Concordia’s BANAL collective probes artistic and cultural relationships between Montreal and Mexico
Members of Concordia’s Faculty of Fine Arts and the research-creation collective BANAL recently embarked on a residency in Mexico City. At the invitation of the Centro de Cultura Digital, they collected street data for a performance using video projection and live music.
The collective includes PhD candidates Léah Snider, José Cortés and Annabelle Brault, MA 17, alongside artists and scholars Veronica Mockler, BFA 15, MFA 22, and Vivek Venkatesh, former chair of Art Education at Concordia and dean of education at McGill University.
Their diverse expertise in performance, music and visual arts converged in this international project called Dark Diplomacy. It builds on a previous residency hosted at Concordia’s 4TH SPACE, which involved discussions on cultural diplomacy and Mexican-Canadian relations.
“We designed a two-part Dark Diplomacy survey to capture public opinions about Mexico from passersby in front of Concordia’s 4TH SPACE,” the collective explains.
“With the support of art education graduate and research assistants Jacky Lo and Kaida Kobylka, we collected more than 123 responses in one afternoon. The correlation between live performance and passersby’s participation was significant.”
Across the two countries, BANAL gathered feedback from more than 225 respondents to explore biases and perceptions between them. The collective aimed to highlight the political and imaginative dimensions of the relationship between Mexico and Montreal through performance-based surveys.
Enacting a social pedagogy
The collective then presented the Montreal-based perspectives using various music and artistic performances in Mexico, at the Centro de Cultura Digital in Mexico City and the Museo de Arte Zapopan in Guadalajara City.
“Within a two-part workshop, we discussed and reflected on what that these surveys revealed with the local Mexican attendees and invited them to engage. Through this activation, we enacted a social pedagogy, revealing what is usually quite difficult to access: what people ‘really say’ about Canada in Mexico. And vice-versa," highlights the group.
Each member of BANAL brought their unique artistic skills to the project. Brault drew on her background as a music therapist and contributed synths and music composition. Cortés intertwined his art education expertise with his percussion and installation work, while Snider played the flute and engaged in the project’s curation and production. Mockler contributed her expertise in performance, video art and participatory dialogue, and played the drums. Venkatesh provided guitar and bass, and his research on radicalization and xenophobia informed the project’s theoretical framework.
Looking ahead, the collective plans to share their findings with Montrealers through an art exhibition featuring video documents, performance artifacts and survey installations. This will include a listening installation that will showcase the musical compositions and invite the public to contribute their insights. Additionally, BANAL is developing a space to highlight the artistic research initiated by Dark Diplomacy.
This fall, Montrealers will also get the chance to see Mockler’s work I Won’t Do It Alone at Dazibao from November 14, 2024 to January 18, 2025.
Find out more about the Dark Diplomacy project and the BANAL collective.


WHAT YOU ARE ASKED TO DO:
Copy each line of the following material that has the string "list".

☆ ☆ ☆ ☆

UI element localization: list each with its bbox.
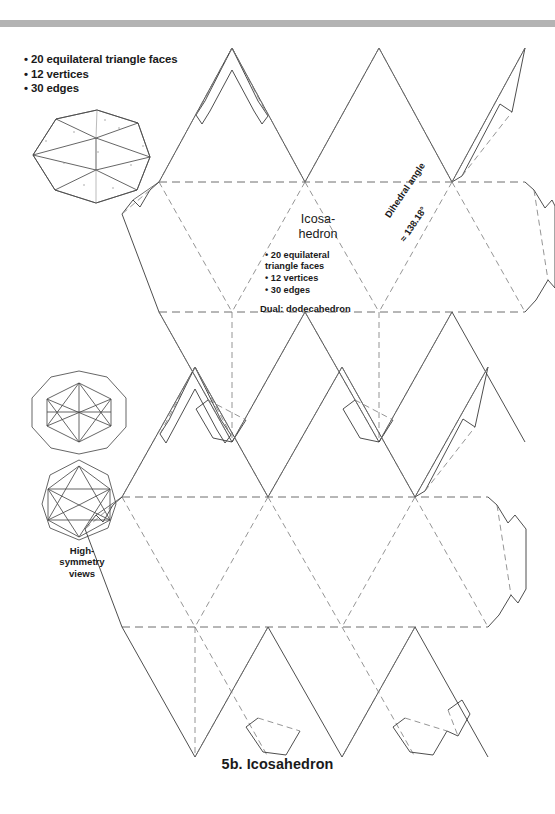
center-fact-2: triangle faces bbox=[265, 261, 378, 273]
high-symmetry-line2: symmetry bbox=[45, 556, 119, 567]
facts-top-line3: • 30 edges bbox=[24, 81, 234, 96]
center-title-line2: hedron bbox=[258, 227, 378, 242]
high-symmetry-line1: High- bbox=[45, 545, 119, 556]
facts-top-line1: • 20 equilateral triangle faces bbox=[24, 52, 234, 67]
center-fact-1: • 20 equilateral bbox=[265, 250, 378, 262]
facts-top-line2: • 12 vertices bbox=[24, 67, 234, 82]
facts-list-top: • 20 equilateral triangle faces • 12 ver… bbox=[24, 52, 234, 96]
high-symmetry-line3: views bbox=[45, 568, 119, 579]
figure-caption: 5b. Icosahedron bbox=[0, 756, 555, 772]
high-symmetry-view-2 bbox=[42, 460, 116, 540]
left-illustrations bbox=[0, 0, 555, 814]
center-fact-3: • 12 vertices bbox=[265, 273, 378, 285]
center-label-block: Icosa- hedron • 20 equilateral triangle … bbox=[258, 212, 378, 314]
center-fact-4: • 30 edges bbox=[265, 285, 378, 297]
center-dual-text: Dual: dodecahedron bbox=[258, 303, 378, 314]
high-symmetry-view-1 bbox=[32, 371, 126, 454]
page-root: • 20 equilateral triangle faces • 12 ver… bbox=[0, 0, 555, 814]
center-facts: • 20 equilateral triangle faces • 12 ver… bbox=[258, 250, 378, 296]
icosahedron-perspective-view bbox=[33, 110, 150, 203]
high-symmetry-views-label: High- symmetry views bbox=[45, 545, 119, 579]
center-title: Icosa- hedron bbox=[258, 212, 378, 243]
center-title-line1: Icosa- bbox=[258, 212, 378, 227]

☆ ☆ ☆ ☆

ANSWER SPACE:
UI element localization: list each with its bbox.
facts-list-top: • 20 equilateral triangle faces • 12 ver… bbox=[24, 52, 234, 96]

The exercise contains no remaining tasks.